Minnesota native Arthur Phillips writes with such breadth, intelligence and wit one wonders how he's able to fit his imagination between the covers of a book. In his first five novels, he 1. Takes us to Hungary to hang with expats; 2. Drops us into a cross-continental mystery involving an Egyptian hieroglyph; 3. Leads us through a duplicitous spiritualist's Victorian London; 4. Soothes grief via music in the age of the iPod; and, 5. Explores family dysfunction after a previously undiscovered Shakespeare play surfaces.
Review: 'The King at the Edge of the World,' by Arthur Phillips
Fiction: A story of feuding religious factions in Elizabethan England that is part history, part morality tale.
By Christine Brunkhorst
In his sixth novel, "The King at the Edge of the World," Phillips is back at it, plopping us with his fine prose into a time and place that is shadowy, esoteric and darkly entertaining.
It is 1601 and Queen Elizabeth is dying. She is childless, and the heir apparent is King James VI of Scotland, son of Mary, Queen of Scots. With 40 years of religious warfare still fresh in their memory, the queen's spymasters have one pivotal task upon which the fate of Britain rests: to find out if James is Catholic. The task falls to Geoffrey Belloc, an oaf of a man whose passionate hatred of "papists" is equal only to his cultish devotion to the queen. In his effort to root out the pope's men, Belloc, a master manipulator of desperate souls, enlists a Muslim doctor, Mahmoud Ezzedine, to be his spy.
A broken man, Ezzedine has come to Britain as a respected doctor in Constantinople, a devoted family man who wants only to return to his wife and child at the conclusion of the Ottoman Empire's diplomatic visit to the queen. But no sooner is the ship set to sail than a conniving colleague, lusting after Ezzedine's wife, arranges for the doctor to be left behind.
Ten years pass. Ezzedine is made "to surrender his name and religion, his family and home" to serve the queen, who gives him to a banished epileptic in North Cumberland. Far from home, the doctor suffers prejudice, suspicion, ridicule and loneliness. He wanders the cold countryside, collecting plants and longing for his family. That's when Belloc, exploiter of the despairing, comes to call.
The novel is brilliant — textured, witty and Shakespeare-deep with palace intrigue, lust, conspiracy, xenophobia and Iago-level villainy. Best of all is that Phillips puts us inside the head of Ezzedine, the outsider, a man who adores his smart wife and pudgy son and is mystified and a little repulsed by pale northerners who want to kill each other over the best way to worship Jesus. The plot moves toward uncovering James' Catholicism, but what we really care about is whether Ezzedine will be able to return home to his family with his integrity intact.
As we wander through castles, pubs and dark alleys, this seems a British spy story — but it is more than that: It's a darkly humorous tale in which compromised people do the dirty work of power-hungry men who peddle in conspiracy and hate.
Christine Brunkhorst is a Minneapolis writer and reviewer and a member of the National Books Critic Circle.
The King at the Edge of the World
By: Arthur Phillips.
Publisher: Random House, 265 pages, $27.
Event: 7 p.m. March 2, Magers & Quinn, 3038 Hennepin Av. S., Mpls.
about the writer
Christine Brunkhorst
LOCAL FICTION: Featuring stories within stories, she’ll discuss the book at Talking Volumes on Tuesday.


- _EXERCISE PROMPT_
All entries must be transcribed exactly, down to the last character.

[Stored items]
· · · · ·
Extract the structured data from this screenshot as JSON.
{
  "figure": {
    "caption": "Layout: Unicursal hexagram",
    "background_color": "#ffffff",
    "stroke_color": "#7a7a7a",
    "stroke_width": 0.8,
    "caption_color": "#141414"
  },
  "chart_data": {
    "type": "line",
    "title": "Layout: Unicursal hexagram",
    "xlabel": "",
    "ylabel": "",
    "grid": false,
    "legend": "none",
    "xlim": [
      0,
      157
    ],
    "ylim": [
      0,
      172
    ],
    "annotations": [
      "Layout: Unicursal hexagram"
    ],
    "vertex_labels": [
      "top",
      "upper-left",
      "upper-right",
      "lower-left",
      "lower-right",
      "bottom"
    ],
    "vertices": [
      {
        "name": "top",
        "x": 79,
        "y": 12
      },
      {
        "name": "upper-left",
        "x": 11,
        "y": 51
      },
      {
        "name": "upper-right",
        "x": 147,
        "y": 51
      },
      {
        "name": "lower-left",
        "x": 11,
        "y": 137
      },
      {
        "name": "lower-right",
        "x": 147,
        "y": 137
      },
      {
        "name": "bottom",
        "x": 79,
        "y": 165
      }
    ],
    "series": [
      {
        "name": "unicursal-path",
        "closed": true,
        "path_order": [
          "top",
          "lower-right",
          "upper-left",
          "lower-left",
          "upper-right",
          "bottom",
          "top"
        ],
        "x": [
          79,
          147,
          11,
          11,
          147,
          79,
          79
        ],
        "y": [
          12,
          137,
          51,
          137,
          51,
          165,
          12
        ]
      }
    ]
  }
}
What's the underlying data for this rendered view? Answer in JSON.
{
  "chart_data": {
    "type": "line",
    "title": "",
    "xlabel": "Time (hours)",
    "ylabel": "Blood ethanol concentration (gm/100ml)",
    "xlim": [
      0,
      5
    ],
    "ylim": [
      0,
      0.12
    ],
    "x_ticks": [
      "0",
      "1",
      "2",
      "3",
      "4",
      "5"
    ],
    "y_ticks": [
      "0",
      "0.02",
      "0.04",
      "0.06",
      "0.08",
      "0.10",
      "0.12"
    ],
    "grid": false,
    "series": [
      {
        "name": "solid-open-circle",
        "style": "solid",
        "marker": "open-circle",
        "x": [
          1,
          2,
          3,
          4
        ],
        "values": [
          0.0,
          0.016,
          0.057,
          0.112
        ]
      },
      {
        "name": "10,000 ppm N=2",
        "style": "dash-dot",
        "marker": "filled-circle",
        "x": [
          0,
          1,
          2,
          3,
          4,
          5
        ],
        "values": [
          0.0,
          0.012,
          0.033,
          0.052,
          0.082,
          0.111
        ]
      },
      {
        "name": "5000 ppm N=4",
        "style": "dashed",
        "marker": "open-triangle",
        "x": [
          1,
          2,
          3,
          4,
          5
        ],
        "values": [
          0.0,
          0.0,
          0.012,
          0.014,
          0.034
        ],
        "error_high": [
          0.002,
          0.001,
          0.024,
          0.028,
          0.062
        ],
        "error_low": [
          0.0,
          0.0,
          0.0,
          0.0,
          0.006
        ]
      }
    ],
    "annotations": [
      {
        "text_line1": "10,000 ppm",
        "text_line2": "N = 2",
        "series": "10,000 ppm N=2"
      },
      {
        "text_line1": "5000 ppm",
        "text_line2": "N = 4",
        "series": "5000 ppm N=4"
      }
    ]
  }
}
· · · · ·
- _ANSWER FOR THE TASK_
Extract the structured data from this screenshot as JSON.
{
  "figure": {
    "caption": "Layout: Unicursal hexagram",
    "background_color": "#ffffff",
    "stroke_color": "#7a7a7a",
    "stroke_width": 0.8,
    "caption_color": "#141414"
  },
  "chart_data": {
    "type": "line",
    "title": "Layout: Unicursal hexagram",
    "xlabel": "",
    "ylabel": "",
    "grid": false,
    "legend": "none",
    "xlim": [
      0,
      157
    ],
    "ylim": [
      0,
      172
    ],
    "annotations": [
      "Layout: Unicursal hexagram"
    ],
    "vertex_labels": [
      "top",
      "upper-left",
      "upper-right",
      "lower-left",
      "lower-right",
      "bottom"
    ],
    "vertices": [
      {
        "name": "top",
        "x": 79,
        "y": 12
      },
      {
        "name": "upper-left",
        "x": 11,
        "y": 51
      },
      {
        "name": "upper-right",
        "x": 147,
        "y": 51
      },
      {
        "name": "lower-left",
        "x": 11,
        "y": 137
      },
      {
        "name": "lower-right",
        "x": 147,
        "y": 137
      },
      {
        "name": "bottom",
        "x": 79,
        "y": 165
      }
    ],
    "series": [
      {
        "name": "unicursal-path",
        "closed": true,
        "path_order": [
          "top",
          "lower-right",
          "upper-left",
          "lower-left",
          "upper-right",
          "bottom",
          "top"
        ],
        "x": [
          79,
          147,
          11,
          11,
          147,
          79,
          79
        ],
        "y": [
          12,
          137,
          51,
          137,
          51,
          165,
          12
        ]
      }
    ]
  }
}
What's the underlying data for this rendered view? Answer in JSON.
{
  "chart_data": {
    "type": "line",
    "title": "",
    "xlabel": "Time (hours)",
    "ylabel": "Blood ethanol concentration (gm/100ml)",
    "xlim": [
      0,
      5
    ],
    "ylim": [
      0,
      0.12
    ],
    "x_ticks": [
      "0",
      "1",
      "2",
      "3",
      "4",
      "5"
    ],
    "y_ticks": [
      "0",
      "0.02",
      "0.04",
      "0.06",
      "0.08",
      "0.10",
      "0.12"
    ],
    "grid": false,
    "series": [
      {
        "name": "solid-open-circle",
        "style": "solid",
        "marker": "open-circle",
        "x": [
          1,
          2,
          3,
          4
        ],
        "values": [
          0.0,
          0.016,
          0.057,
          0.112
        ]
      },
      {
        "name": "10,000 ppm N=2",
        "style": "dash-dot",
        "marker": "filled-circle",
        "x": [
          0,
          1,
          2,
          3,
          4,
          5
        ],
        "values": [
          0.0,
          0.012,
          0.033,
          0.052,
          0.082,
          0.111
        ]
      },
      {
        "name": "5000 ppm N=4",
        "style": "dashed",
        "marker": "open-triangle",
        "x": [
          1,
          2,
          3,
          4,
          5
        ],
        "values": [
          0.0,
          0.0,
          0.012,
          0.014,
          0.034
        ],
        "error_high": [
          0.002,
          0.001,
          0.024,
          0.028,
          0.062
        ],
        "error_low": [
          0.0,
          0.0,
          0.0,
          0.0,
          0.006
        ]
      }
    ],
    "annotations": [
      {
        "text_line1": "10,000 ppm",
        "text_line2": "N = 2",
        "series": "10,000 ppm N=2"
      },
      {
        "text_line1": "5000 ppm",
        "text_line2": "N = 4",
        "series": "5000 ppm N=4"
      }
    ]
  }
}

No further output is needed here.